As recently as last November, he was still predicting 40 per cent revenue growth this year for the group's mobile phones interests. The following month that came down to 30 per cent. Figures published yesterday record a 28 per cent increase at the interim stage, but, the group adds ominously, at best modest growth is now expected for the second half. Average it out, and the group will be lucky to sustain 15 per cent growth for the year as a whole.

None of this would come as a surprise to close watchers of the mobile phones industry, and the real mystery is that it did to Mr Read. The bottom has fallen out of the pre-paid market, which was a substantial part of Logica's business, while once fast-growing markets for text-messaging software in Japan and the Far East have been poleaxed by the region's deep recession. In Europe and the Americas growth is still strong, but for how much longer?

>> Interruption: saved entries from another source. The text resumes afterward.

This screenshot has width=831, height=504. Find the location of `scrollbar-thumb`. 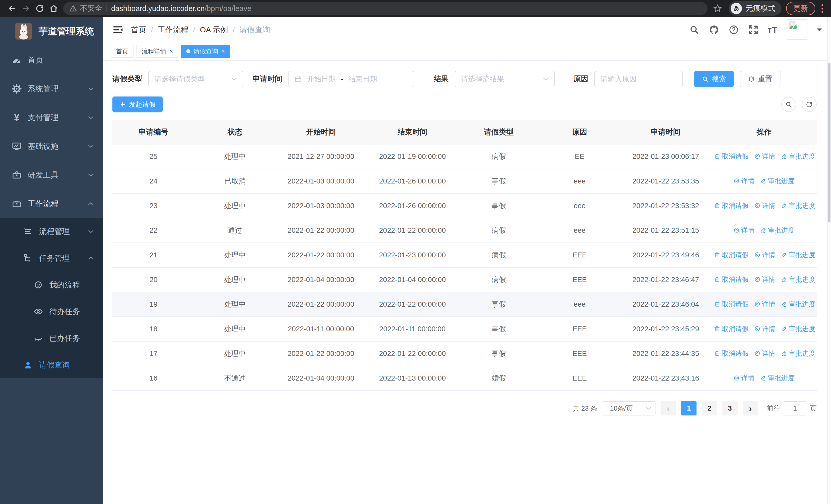

scrollbar-thumb is located at coordinates (829, 143).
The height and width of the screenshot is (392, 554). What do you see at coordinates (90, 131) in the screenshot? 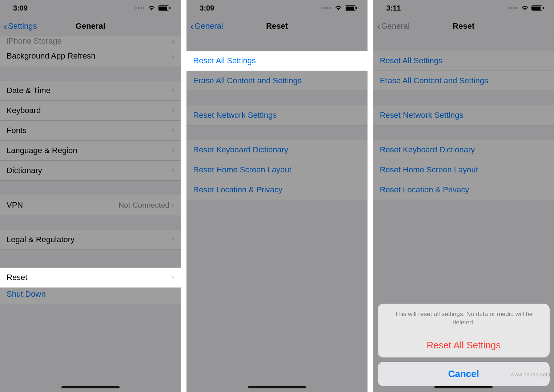
I see `row-fonts: Fonts›` at bounding box center [90, 131].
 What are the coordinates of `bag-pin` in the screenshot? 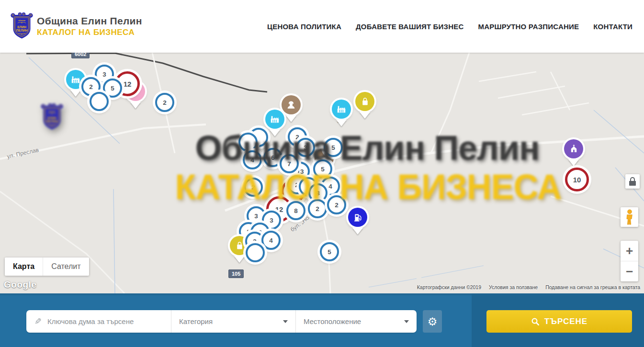 It's located at (365, 101).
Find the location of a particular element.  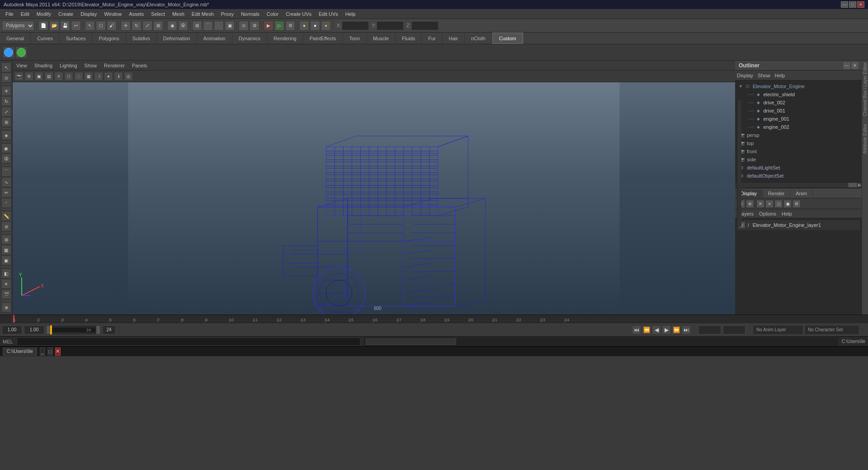

layer-new-ref-btn: ⊕ is located at coordinates (750, 204).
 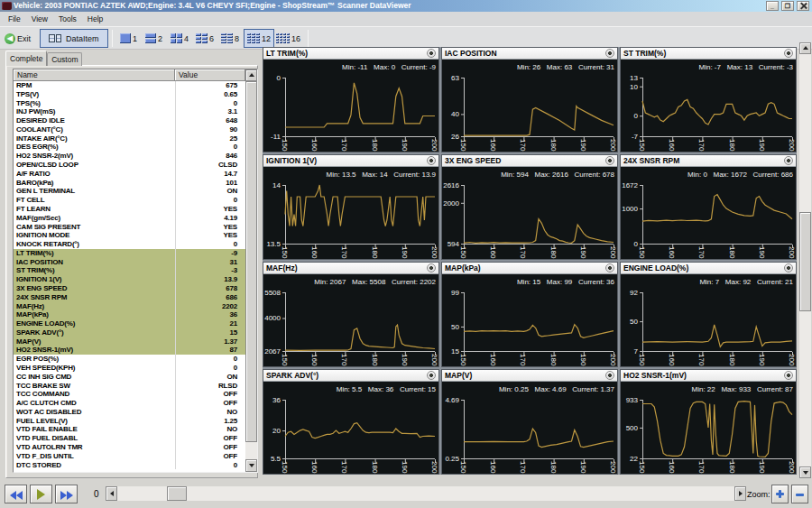 What do you see at coordinates (130, 139) in the screenshot?
I see `table-row: INTAKE AIR(°C)25` at bounding box center [130, 139].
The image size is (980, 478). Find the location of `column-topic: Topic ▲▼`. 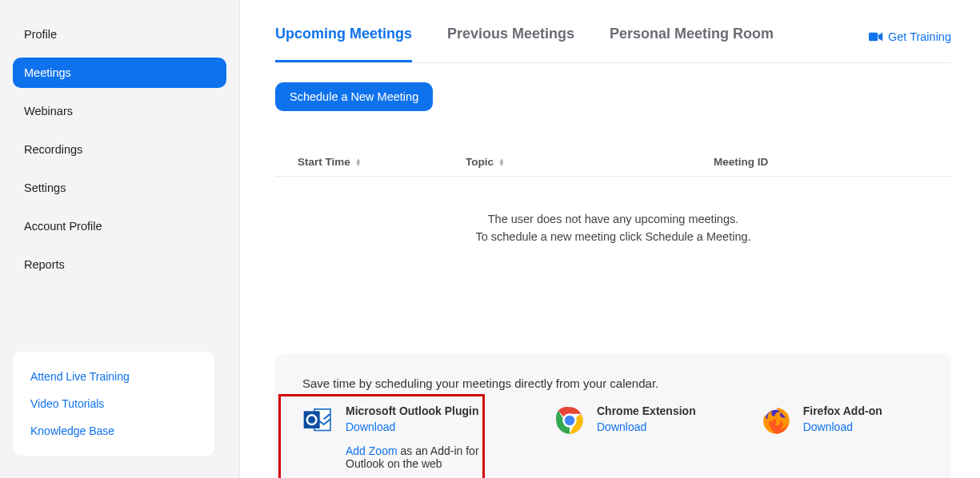

column-topic: Topic ▲▼ is located at coordinates (590, 161).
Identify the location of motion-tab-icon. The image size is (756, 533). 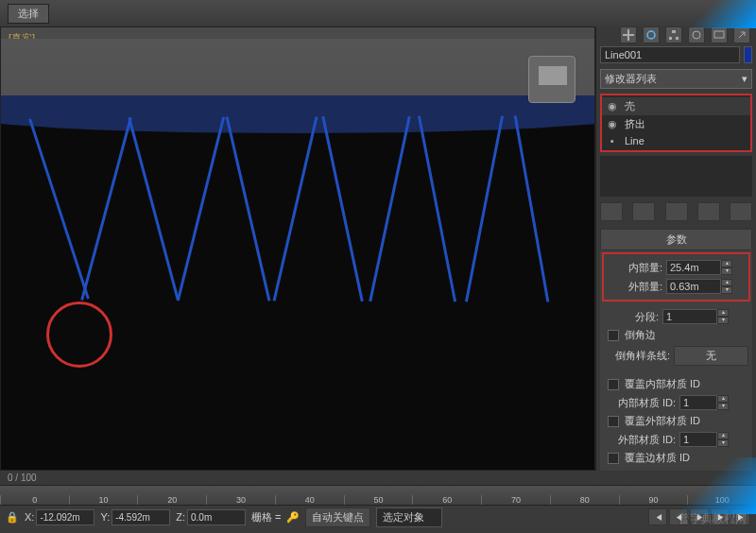
(696, 35).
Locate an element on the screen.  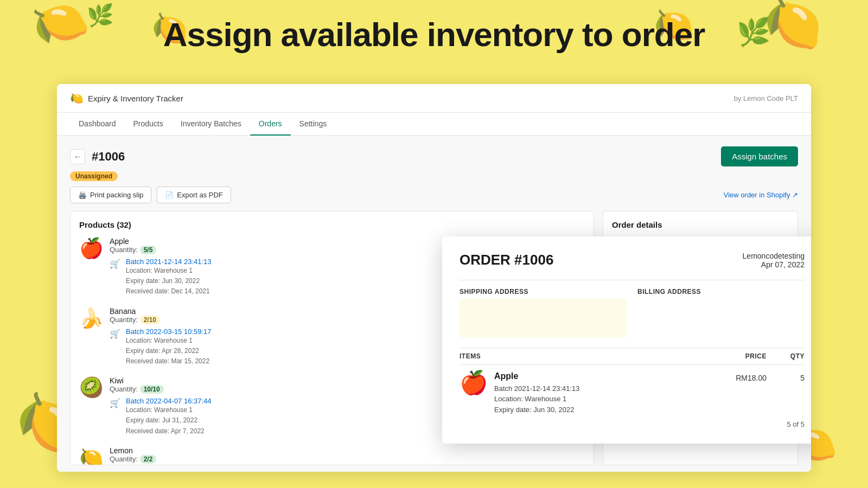
nav-inventory-batches: Inventory Batches is located at coordinates (211, 124).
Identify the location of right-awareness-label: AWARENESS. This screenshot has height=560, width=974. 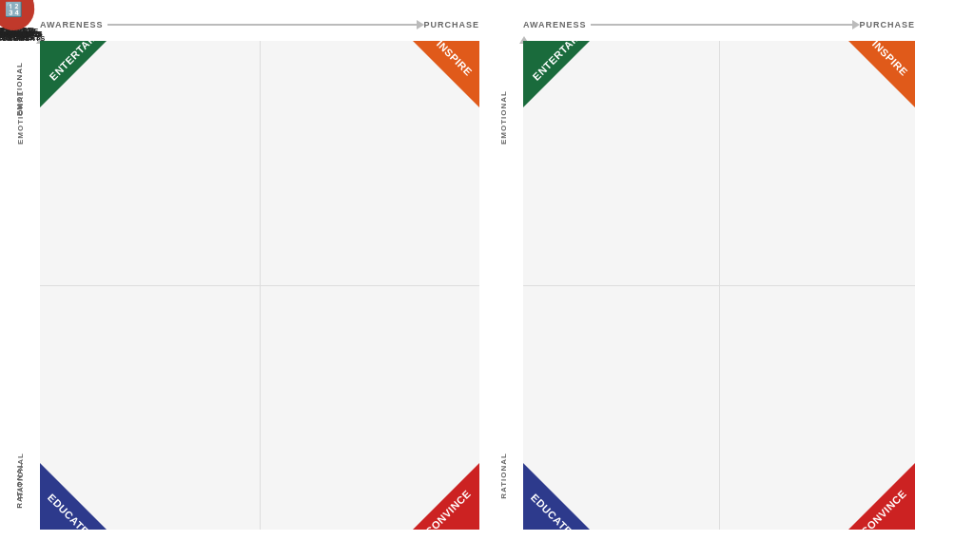
(555, 25).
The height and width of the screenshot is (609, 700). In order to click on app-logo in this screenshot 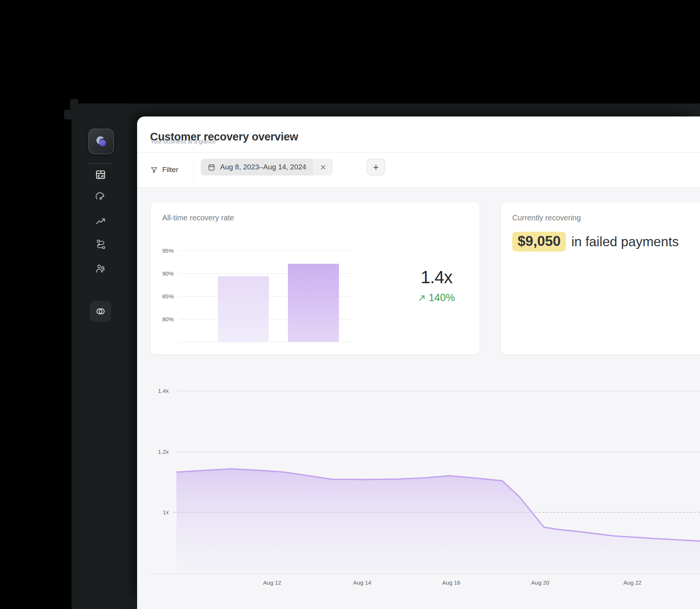, I will do `click(101, 142)`.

Preparations for 3G are already well under way in most developed countries and the big question mark over Logica is whether it, too, can make the leap. As things stand, Logica and CMG pretty much have the territory to themselves, but that's not going to be true of the next generation of multi-media messaging, where the handset manufacturers, mobile operators and others are all trying to muscle in on the action.

Mr Read is nonetheless confident he can maintain a very substantial share of this market, and at decent margins too, though perhaps wisely after all that's happened, he's not prepared to put a number on it. Despite relatively low research and development expenditure, he claims to know his market and have the right products under development to service it.

Mr Read's view is backed by a recent Morgan Stanley/EMC survey of 41 wireless operators, 39 per cent of which listed Logica as their supplier of choice for next-generation messaging, quite a bit higher than anyone else including CMG. It'll be a while before we know whether these intentions translate into real orders but, if Mr Read is right, then Logica, an essentially well managed company whose substantial business outside mobile telephony seems to go almost wholly unnoticed, is severely undervalued. And if he's wrong...

Flying saucers

The U theory is pretty much discredited, as is the V. Lots of people still believe in the L or the W, but Sir Martin Sorrell, chief executive of WPP, having toyed with the bath-shaped recovery is now fully committed to the saucer. This is not as bad as an L, which presumably envisages no recovery at all but, if Sir Martin is right, it is going to feel quite bad enough. At least with a bath there's a steep climb back to economic health at the end of it. With a saucer, there's a long flat period, with a few bumps in the middle, followed by an anaemic little recovery which scarcely feels like a recovery at all.

It's a pretty gloomy prognosis for the world economy, and if you are wondering why the stock market has so far failed to respond to all those forecasts of a big bounce back in the second half, it is because investors still on the whole believe Sir Martin's analysis over the more optimistic ones. That said, the view from the poop deck of the global media business right now is a particularly dire one. In Britain and the US, advertising is suffering its worst downturn since anyone can remember, and there is as yet virtually no sign of a recovery. Every now and again things seem to be getting better, but then they plunge back down once more.

So how come WPP managed to limit its own downturn in revenues last year on a like-for-like basis to just 3 per cent? Brilliant management, Sir Martin would insist. The revenue mix was changed, and WPP seems genuinely to be benefiting from its global reach in grabbing a greater share of a shrinking cake. Whether he can, as promised, eventually drive the margins to 20 per cent remains to be seen, but if the market remains as depressed as he fears, this is about the only way he's going to achieve bottom line growth this year.